The priest saw them.
Faltered.
Paused.
Then continued.Louder.
He spoke of "dharmam", "sthree maryada", "laajalu" (dignity).Of how "today's women have forgotten their place."Of "mothers like Sita" and "wives like Savitri."
Rekha walked forward.
No one stopped her.
Her footsteps echoed like thunder through the mic.
She reached the dais.
Took the mic from the priest's hand without a word.
Then faced the crowd.
"You say women have forgotten their place," she said in Telugu.
"మీకే తెలుసా మా స్థానం? నన్ను నా గదిలో ఎవరు అరచి అడుగుతారో తెలుసా? నా కళ్ళల్లో ఎవరు పోతిరేంటో తెలుసా? నా ఒడిలో ఎవరు పడి ఏడుస్తారో తెలుసా? మీ దేవుడు కాదు... నా తలపులో ఉన్న నాన్నగారు కూడా కాదు... నేను."
(Do you even know our place? Do you know who begs between my thighs? Who drowns in my eyes? Who cries into my lap? Not your God. Not even my father. Me.)
Gasps.
A murmur.
Someone shouted:"వెళ్ళిపో! దేవాలయం కాదు ఇది నీ పడకగది కాదు!"(Leave! This isn't your bedroom, it's a temple!)
Rekha turned, eyes blazing.
"Exactly. And both places are where men come with their pants half undone."
She dropped the mic.Turned.Walked out.
Seema and Ishan followed.
Outside, someone spat near her feet.
She didn't dodge it.
Just smiled.
"God's already inside me," she whispered. "And He's screaming for more."
That night, she didn't go to 302A.
She made Ishan and Seema fuck her in front of the temple.Hidden behind the neem tree.Late. Silent.But wild.
Rekha rode Ishan while Seema sucked her breast.
All while the priest's voice echoed from inside:
"Shuddhi ka samay hai… vishuddhi ka samay hai…"(This is the time for cleansing… purification...)
Rekha moaned:
"శుద్ధి? నా గుద్ద శుద్ధి చెయ్యాలి... నా యోని ఎప్పటికీ పవిత్రమే."(Purification? Clean my ass then. My pussy has always been sacred.)
She came.Trembling.On holy ground.
Later, she left a note at the temple gate.
Written in red lipstick on torn temple paper.
"నా గదిలో దేవుడే పడుకున్నాడు. మిగతా మర్దులు అతని అడుగు దాటలేరు."(God slept in my bed. Every other man just licks where He lay.)
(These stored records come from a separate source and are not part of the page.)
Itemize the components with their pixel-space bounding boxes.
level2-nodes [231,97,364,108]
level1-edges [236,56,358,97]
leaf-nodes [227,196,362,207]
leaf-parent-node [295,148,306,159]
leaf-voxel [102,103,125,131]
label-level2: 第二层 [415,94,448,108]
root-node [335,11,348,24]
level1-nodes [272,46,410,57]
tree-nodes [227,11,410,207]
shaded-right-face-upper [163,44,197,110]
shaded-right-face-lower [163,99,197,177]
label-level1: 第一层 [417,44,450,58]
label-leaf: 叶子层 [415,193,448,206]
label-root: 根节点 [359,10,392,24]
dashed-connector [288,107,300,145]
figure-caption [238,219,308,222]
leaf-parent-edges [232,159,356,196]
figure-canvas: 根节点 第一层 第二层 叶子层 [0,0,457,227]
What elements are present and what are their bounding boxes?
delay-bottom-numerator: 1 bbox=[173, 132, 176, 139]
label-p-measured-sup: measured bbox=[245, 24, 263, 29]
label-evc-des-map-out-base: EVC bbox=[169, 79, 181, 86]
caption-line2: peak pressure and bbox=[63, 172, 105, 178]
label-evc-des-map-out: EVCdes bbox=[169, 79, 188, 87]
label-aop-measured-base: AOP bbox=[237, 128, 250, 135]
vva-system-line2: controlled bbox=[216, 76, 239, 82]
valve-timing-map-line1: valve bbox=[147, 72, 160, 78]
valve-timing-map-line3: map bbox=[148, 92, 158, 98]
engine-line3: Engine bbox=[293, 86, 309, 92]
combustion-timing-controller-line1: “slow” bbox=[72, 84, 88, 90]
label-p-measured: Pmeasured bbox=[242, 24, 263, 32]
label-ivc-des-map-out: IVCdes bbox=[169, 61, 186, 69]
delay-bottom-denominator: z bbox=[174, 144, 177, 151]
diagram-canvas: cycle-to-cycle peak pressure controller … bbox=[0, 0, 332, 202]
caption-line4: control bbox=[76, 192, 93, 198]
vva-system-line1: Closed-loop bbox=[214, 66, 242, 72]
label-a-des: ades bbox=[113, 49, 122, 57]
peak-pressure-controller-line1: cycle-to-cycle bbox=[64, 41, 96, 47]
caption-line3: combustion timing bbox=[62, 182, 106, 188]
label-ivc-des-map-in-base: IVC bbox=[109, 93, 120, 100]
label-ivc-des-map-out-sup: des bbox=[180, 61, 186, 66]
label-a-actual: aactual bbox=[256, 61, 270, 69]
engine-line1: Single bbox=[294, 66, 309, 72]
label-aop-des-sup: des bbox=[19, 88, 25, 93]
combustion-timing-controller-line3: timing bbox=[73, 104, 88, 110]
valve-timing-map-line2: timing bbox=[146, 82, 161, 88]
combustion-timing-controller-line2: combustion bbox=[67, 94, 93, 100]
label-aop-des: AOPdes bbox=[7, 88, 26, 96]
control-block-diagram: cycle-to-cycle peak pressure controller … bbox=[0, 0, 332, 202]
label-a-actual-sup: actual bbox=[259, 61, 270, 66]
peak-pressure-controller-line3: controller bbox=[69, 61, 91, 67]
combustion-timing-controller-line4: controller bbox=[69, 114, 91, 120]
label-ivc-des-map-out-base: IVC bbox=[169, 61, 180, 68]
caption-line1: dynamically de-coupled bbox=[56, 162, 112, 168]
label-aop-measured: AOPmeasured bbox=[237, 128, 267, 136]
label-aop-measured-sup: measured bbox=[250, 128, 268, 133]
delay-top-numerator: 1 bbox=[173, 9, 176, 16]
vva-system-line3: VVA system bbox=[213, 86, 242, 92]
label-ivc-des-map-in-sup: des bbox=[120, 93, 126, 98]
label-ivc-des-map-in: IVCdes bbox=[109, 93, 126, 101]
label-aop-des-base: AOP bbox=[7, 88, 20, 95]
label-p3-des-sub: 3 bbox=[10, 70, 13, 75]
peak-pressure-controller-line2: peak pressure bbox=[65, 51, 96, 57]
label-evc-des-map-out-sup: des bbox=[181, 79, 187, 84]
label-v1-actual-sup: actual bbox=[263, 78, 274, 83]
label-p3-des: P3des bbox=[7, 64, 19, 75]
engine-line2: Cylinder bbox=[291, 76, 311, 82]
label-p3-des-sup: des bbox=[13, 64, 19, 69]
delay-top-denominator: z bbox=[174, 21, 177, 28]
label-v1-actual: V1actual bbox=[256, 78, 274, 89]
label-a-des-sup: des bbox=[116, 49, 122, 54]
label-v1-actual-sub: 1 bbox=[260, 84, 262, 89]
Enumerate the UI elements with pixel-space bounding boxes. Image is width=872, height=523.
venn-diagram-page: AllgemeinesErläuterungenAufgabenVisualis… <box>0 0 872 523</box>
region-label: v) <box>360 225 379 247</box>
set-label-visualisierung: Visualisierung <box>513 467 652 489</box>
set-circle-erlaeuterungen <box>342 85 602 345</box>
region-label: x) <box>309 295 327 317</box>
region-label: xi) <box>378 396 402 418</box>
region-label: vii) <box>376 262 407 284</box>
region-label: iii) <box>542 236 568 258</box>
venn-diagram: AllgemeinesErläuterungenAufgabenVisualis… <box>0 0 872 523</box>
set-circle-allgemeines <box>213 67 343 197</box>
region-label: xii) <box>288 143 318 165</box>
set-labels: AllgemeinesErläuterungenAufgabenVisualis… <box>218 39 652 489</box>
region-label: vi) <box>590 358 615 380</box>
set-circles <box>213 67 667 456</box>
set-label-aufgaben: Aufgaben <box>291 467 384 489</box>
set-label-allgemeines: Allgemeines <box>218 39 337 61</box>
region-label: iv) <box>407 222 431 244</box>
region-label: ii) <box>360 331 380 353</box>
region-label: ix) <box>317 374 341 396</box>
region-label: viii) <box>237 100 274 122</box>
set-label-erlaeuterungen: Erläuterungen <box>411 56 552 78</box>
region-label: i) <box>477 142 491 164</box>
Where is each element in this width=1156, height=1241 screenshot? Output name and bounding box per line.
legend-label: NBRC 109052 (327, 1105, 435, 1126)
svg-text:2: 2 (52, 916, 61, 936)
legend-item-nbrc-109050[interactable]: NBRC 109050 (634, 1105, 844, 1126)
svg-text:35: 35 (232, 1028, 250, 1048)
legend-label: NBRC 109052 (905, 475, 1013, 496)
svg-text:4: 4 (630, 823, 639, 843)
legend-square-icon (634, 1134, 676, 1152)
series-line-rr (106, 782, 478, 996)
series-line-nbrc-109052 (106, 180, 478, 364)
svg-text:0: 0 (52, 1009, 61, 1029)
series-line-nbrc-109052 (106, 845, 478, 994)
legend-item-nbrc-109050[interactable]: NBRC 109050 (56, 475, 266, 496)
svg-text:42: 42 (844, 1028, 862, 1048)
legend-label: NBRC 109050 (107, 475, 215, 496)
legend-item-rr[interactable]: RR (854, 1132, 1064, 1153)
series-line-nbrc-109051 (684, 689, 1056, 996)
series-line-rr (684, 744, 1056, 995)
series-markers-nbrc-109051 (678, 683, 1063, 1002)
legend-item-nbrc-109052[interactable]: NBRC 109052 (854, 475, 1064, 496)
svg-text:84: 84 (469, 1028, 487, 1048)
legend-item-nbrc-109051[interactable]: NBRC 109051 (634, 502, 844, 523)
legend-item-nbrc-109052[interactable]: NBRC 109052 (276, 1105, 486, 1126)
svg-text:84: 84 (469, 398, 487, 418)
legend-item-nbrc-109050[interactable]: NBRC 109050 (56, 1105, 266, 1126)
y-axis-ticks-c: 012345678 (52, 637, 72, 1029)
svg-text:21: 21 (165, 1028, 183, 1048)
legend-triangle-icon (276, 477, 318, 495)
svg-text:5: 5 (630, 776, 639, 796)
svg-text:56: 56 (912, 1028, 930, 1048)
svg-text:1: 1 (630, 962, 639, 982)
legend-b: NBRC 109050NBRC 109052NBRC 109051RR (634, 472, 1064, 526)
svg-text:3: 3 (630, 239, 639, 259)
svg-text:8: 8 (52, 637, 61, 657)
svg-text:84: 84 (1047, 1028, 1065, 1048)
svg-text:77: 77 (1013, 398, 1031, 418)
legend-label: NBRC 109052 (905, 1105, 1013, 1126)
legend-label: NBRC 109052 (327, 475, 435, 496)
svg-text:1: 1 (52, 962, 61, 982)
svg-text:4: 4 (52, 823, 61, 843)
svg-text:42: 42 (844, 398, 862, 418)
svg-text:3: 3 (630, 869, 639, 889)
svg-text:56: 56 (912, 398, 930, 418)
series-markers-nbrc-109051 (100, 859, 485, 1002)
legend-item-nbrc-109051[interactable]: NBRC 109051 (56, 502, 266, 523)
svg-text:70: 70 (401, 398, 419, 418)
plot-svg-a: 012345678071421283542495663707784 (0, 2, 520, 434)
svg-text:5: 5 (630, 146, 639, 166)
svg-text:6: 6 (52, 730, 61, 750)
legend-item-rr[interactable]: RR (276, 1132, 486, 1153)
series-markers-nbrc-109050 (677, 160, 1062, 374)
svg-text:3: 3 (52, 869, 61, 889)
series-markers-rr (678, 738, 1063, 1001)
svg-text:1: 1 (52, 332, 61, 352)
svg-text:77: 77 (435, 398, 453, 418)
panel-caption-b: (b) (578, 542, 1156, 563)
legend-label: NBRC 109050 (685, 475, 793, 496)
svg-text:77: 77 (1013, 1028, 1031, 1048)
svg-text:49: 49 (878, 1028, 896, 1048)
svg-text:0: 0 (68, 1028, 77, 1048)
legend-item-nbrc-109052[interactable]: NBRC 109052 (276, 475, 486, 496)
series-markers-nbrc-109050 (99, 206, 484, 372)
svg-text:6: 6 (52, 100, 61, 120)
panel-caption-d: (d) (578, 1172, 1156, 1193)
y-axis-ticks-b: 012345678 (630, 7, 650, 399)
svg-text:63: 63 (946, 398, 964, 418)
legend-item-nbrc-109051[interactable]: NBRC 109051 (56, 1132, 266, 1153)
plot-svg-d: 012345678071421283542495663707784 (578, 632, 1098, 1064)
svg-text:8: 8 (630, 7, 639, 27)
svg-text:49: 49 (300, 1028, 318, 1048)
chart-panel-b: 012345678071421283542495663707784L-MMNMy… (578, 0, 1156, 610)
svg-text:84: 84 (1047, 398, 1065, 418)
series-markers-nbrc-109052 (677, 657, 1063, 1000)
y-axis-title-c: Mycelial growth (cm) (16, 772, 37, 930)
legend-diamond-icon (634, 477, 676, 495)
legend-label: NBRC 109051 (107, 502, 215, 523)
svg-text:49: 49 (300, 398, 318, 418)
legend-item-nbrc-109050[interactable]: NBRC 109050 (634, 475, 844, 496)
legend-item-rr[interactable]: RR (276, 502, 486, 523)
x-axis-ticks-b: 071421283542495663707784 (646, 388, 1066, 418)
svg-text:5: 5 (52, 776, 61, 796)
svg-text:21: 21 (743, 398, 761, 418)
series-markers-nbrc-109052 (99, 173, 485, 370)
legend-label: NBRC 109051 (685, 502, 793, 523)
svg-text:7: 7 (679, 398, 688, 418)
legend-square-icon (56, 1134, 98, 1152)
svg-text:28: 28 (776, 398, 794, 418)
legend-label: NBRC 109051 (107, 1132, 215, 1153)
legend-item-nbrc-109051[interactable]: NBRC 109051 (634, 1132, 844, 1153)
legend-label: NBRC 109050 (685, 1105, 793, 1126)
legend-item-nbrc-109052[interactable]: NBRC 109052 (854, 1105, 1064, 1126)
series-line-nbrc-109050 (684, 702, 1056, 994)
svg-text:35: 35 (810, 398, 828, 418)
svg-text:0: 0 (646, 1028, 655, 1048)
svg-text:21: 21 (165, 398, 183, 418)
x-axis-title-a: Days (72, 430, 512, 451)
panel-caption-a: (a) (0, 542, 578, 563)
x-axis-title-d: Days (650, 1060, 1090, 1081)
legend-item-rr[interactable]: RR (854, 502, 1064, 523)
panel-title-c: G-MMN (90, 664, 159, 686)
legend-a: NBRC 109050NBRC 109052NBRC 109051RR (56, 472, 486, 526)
The next morning, her door was vandalized again.
DAAYAN. VESYA. BEWARE.
She didn't clean it.
She wrote underneath it in thick black ink:
"ఎవరైనా వచ్చారా నన్ను ఆగమని? గడియారం మోగించడానికి నేను దేవాలయం కాదు. నా అసత్యం అంటే మీ సత్యానికి క్షమించలేను."(Did anyone ever ask me to stop? I'm not a temple to ring a bell. If my untruth offends your truth, I won't apologize.)
Ishan read it aloud.
Seema kissed her shoulder.
Rekha stood before the mirror.
Naked.
Covered in bite marks.
Eyes unrepentant.
Voice soft.
"Let them talk. My moans echo louder than their prayers."